Sequel: Cure

Sickness

Green

I am surprised that I’ve lived so long,
Long enough to graduate from high school.

I’m so excited to be starting college in a few weeks. I sent in my applications, and have gotten back many letters. At this point, I have already chosen where I want to go, and I’m starting to pack.

Dartmouth.

Yes, it’s Ivy League, and it has an excellent music program. I know it's hard to get into. And though it would have been nice to be accepted into Julliard, or Berklee, I didn’t make the cut. I wasn’t good enough.
I’m never good enough.

When I was about seven years old, my mom and I were walking through one of our town’s parks. The once green leaves on the trees had already fallen to the ground, leaving them naked in our presence. We passed an older looking man in a ragged, plaid green coat, dirty pants, torn gloves, and a bowler hat with dark, wispy curls of hair coming out of it. He hadn’t shaved in weeks. Next to him was an open black case that had maybe one or two dollars in it. On his lap, was something I’d never seen before. It was made out of wood, and I can picture it clearly in my mind.

I remember how sad he looked.

“Mommy, can we go talk to the man?”

“Darling, I don’t know…”

“Please?”

“Oh…alright, let’s go.”

We walked over to where he was sitting in the grass. I pointed to the thing in his lap.

“What does that do?”

He looked up at me with gentle eyes.

“It makes music.”

“Can you make music for me?”

He looked at the instrument, and then at the case next to him.

“No, I’m afraid I can’t.”

“Why not?”

“I seem to have forgotten how. People stopped listening, and I stopped remembering.”

I let go of my mother’s hand and sat down next to him.

“I want to listen.”

He almost cried when I said that. I could see the tears forming in his tired old eyes.

“I can’t,” he whispered.

I looked at my mother. She nodded at me to keep talking to him.

“Then teach me,” I said.

The man looked at me in disbelief, but I held out my hands indicating that I wanted to play. He put the rounder end of the instrument under my chin, and the thinner part in my left hand. Then he took out a long wooden stick, and showed me how to hold it in my right hand. I noticed that there were strings on the instrument, and hair like material on the stick. He told me to make one long sweeping motion against some the strings with the stick. When I did, it made a beautiful sound, like nothing I’d ever heard before.

Something happened that day. Something magical. I’m almost positive that it was my imagination, but I swore I could see the leaves turning green again. And I know that the man was happy. There was a light in his eyes now that he was teaching me how to play this instrument.

From that day on, once a week, my mother paid that man three dollars for every half hour he taught me.
And more and more people began to listen.
And the man remembered more and more.

John has been my viola teacher for eleven years now. He helped me with my application for college, and imparted on me wisdom from a generation of simplicity and beauty. I learned everything. All the music in the world, no matter how advanced, could never satisfy me.

That is why I am currently working on composing a piece.
It will reflect, without words, the bond John and I had.

It is the only way I know how to thank him.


Go through the material below and return each line with the string "pair" in it.

══ Input for this task

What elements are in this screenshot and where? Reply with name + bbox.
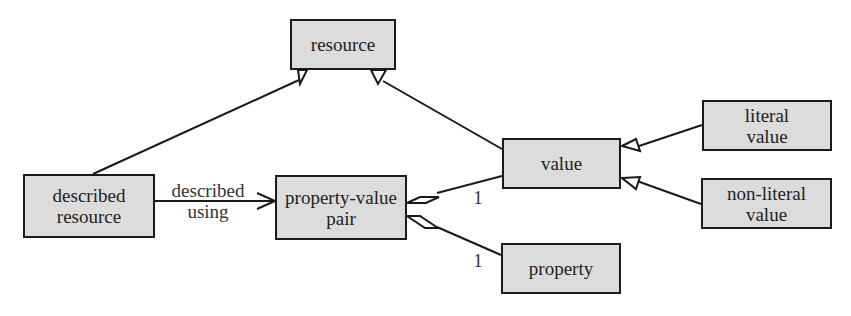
class-box-resource: resource (290, 19, 396, 70)
class-box-non-literal-value: non-literal value (701, 178, 832, 229)
class-label: property-value (285, 187, 397, 208)
class-label: resource (57, 206, 121, 227)
class-box-value: value (502, 138, 621, 189)
class-box-described-resource: described resource (23, 174, 155, 238)
class-label: value (541, 153, 582, 174)
class-label: value (746, 126, 787, 147)
generalization-line-literal (636, 125, 702, 147)
multiplicity-label-property: 1 (472, 250, 484, 271)
class-label: value (746, 204, 787, 225)
connector-layer (0, 0, 851, 316)
class-box-property: property (501, 243, 621, 294)
hollow-triangle-arrow-icon (622, 177, 640, 189)
hollow-diamond-icon (407, 216, 438, 228)
class-label: non-literal (727, 183, 806, 204)
class-label: pair (326, 208, 356, 229)
class-label: literal (745, 105, 789, 126)
class-box-property-value-pair: property-value pair (275, 175, 407, 240)
hollow-triangle-arrow-icon (622, 139, 640, 151)
class-label: resource (311, 34, 375, 55)
edge-label-line: described (165, 180, 251, 201)
aggregation-line-value (437, 176, 502, 193)
multiplicity-label-value: 1 (472, 187, 484, 208)
class-box-literal-value: literal value (702, 100, 832, 151)
class-label: property (529, 258, 593, 279)
generalization-line-non-literal (637, 181, 701, 204)
association-label-described-using: described using (165, 180, 251, 222)
edge-label-line: using (165, 201, 251, 222)
hollow-triangle-arrow-icon (298, 70, 307, 84)
class-label: described (53, 185, 126, 206)
uml-diagram: resource described resource property-val… (0, 0, 851, 316)
generalization-line-value (383, 81, 502, 149)
hollow-diamond-icon (407, 197, 439, 203)
generalization-line-described-resource (93, 80, 299, 174)
aggregation-line-property (437, 227, 501, 255)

════

**Exercise response:**
class-label: pair (326, 208, 356, 229)
class-box-property-value-pair: property-value pair (275, 175, 407, 240)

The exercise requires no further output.